Cognitive psychology has many practical applications. Based on what you have read in this chapter, what applications can you suggest for driving and highway safety? Describe the research described in this chapter, and then list three or four ways that the material on attention can be applied to a job or a hobby that you have had.
Attention research shows that divided attention impairs reaction time, selective attention can miss unexpected hazards, and automatic behaviors can reduce mental workload but also cause inattention blindness. Studies of phone use while driving demonstrate slower responses, reduced hazard detection, and poorer lane control even with hands-free devices.
Applications include minimizing multitasking while driving, designing clearer road signs, and using alerts that capture attention effectively. Attention principles also apply to workplace safety, video gaming performance, studying efficiency, sports training, and any task requiring monitoring multiple information sources under time pressure.
Cognitive psychology can also be applied to clinical psychology. Discuss some applications of the Stroop effect and thought suppression to the area of psychological problems and their treatment.

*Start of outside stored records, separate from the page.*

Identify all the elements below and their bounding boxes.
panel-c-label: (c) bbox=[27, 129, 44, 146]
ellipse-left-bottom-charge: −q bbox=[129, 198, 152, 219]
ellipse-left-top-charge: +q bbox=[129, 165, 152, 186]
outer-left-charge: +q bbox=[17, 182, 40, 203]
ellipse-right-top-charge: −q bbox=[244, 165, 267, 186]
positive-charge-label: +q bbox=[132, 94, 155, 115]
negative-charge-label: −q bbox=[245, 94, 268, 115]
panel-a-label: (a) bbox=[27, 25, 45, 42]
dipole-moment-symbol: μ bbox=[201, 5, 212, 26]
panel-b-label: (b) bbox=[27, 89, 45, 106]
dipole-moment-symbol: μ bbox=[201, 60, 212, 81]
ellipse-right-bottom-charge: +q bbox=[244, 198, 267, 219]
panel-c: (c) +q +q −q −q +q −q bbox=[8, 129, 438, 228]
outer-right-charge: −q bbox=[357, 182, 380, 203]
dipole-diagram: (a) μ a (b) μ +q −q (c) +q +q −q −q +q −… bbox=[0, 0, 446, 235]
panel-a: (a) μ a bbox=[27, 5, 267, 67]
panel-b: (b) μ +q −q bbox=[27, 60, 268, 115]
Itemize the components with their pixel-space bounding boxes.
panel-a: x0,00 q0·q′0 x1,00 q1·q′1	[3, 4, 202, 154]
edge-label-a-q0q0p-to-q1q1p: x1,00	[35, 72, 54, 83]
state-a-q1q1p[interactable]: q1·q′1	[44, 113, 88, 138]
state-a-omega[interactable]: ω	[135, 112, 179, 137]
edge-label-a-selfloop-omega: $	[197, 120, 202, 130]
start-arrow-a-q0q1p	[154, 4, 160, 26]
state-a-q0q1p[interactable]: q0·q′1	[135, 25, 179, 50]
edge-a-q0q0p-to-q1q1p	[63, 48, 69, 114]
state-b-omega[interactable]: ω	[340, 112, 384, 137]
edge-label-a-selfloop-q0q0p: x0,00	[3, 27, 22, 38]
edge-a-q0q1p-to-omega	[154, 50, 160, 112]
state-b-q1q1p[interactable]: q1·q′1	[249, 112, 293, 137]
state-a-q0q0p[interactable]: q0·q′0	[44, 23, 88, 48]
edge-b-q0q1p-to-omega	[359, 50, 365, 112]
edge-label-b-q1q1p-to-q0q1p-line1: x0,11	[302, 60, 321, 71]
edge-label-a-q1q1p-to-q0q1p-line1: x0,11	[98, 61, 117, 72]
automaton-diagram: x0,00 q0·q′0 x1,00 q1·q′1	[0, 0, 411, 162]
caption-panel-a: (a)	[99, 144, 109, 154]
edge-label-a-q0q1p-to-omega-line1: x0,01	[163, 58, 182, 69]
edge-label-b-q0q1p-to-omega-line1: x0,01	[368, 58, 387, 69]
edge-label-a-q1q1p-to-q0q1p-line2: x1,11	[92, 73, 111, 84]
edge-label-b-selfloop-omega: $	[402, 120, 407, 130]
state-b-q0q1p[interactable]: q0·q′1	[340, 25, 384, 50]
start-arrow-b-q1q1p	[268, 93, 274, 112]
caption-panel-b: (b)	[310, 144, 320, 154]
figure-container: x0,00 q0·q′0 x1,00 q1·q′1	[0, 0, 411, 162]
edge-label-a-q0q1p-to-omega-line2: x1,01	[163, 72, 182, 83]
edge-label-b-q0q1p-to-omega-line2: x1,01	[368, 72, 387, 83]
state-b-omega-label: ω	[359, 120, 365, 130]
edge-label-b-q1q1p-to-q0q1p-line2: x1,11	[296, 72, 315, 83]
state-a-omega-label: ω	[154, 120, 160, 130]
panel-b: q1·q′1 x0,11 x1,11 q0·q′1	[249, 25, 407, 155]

The Stroop effect helps assess attentional bias in disorders such as anxiety, PTSD, and depression, where individuals show delayed responses to emotionally relevant words. Modified Stroop tasks are used to identify intrusive thought patterns and emotional interference.
Thought suppression research shows that trying to forcibly avoid certain thoughts can increase their frequency (rebound effect), contributing to anxiety and obsessive-compulsive symptoms. Therapies such as mindfulness and acceptance-based treatments instead teach patients to observe thoughts nonjudgmentally, reducing their emotional impact and improving cognitive control.
Chapters 2 and 3 both examine perception. To help you synthesize part of this information, describe as completely as possible how you are able to perceive the letters in a word, using both bottom-up and top-down processing. Describe how your attention would operate in both a selective-attention situation and a divided-attention situation. How would saccadic eye movements be relevant?
Bottom-up processing begins when visual receptors detect lines, curves, and contrasts that are assembled into letters and words. Top-down processing uses prior knowledge, expectations, and language context to interpret ambiguous shapes quickly and predict upcoming words, improving speed and comprehension.
In selective attention, focus is directed to one text while ignoring distractions; in divided attention, reading competes with other tasks and comprehension declines. Saccadic eye movements guide attention across words by rapidly shifting fixation points, enabling efficient sampling of visual information during reading.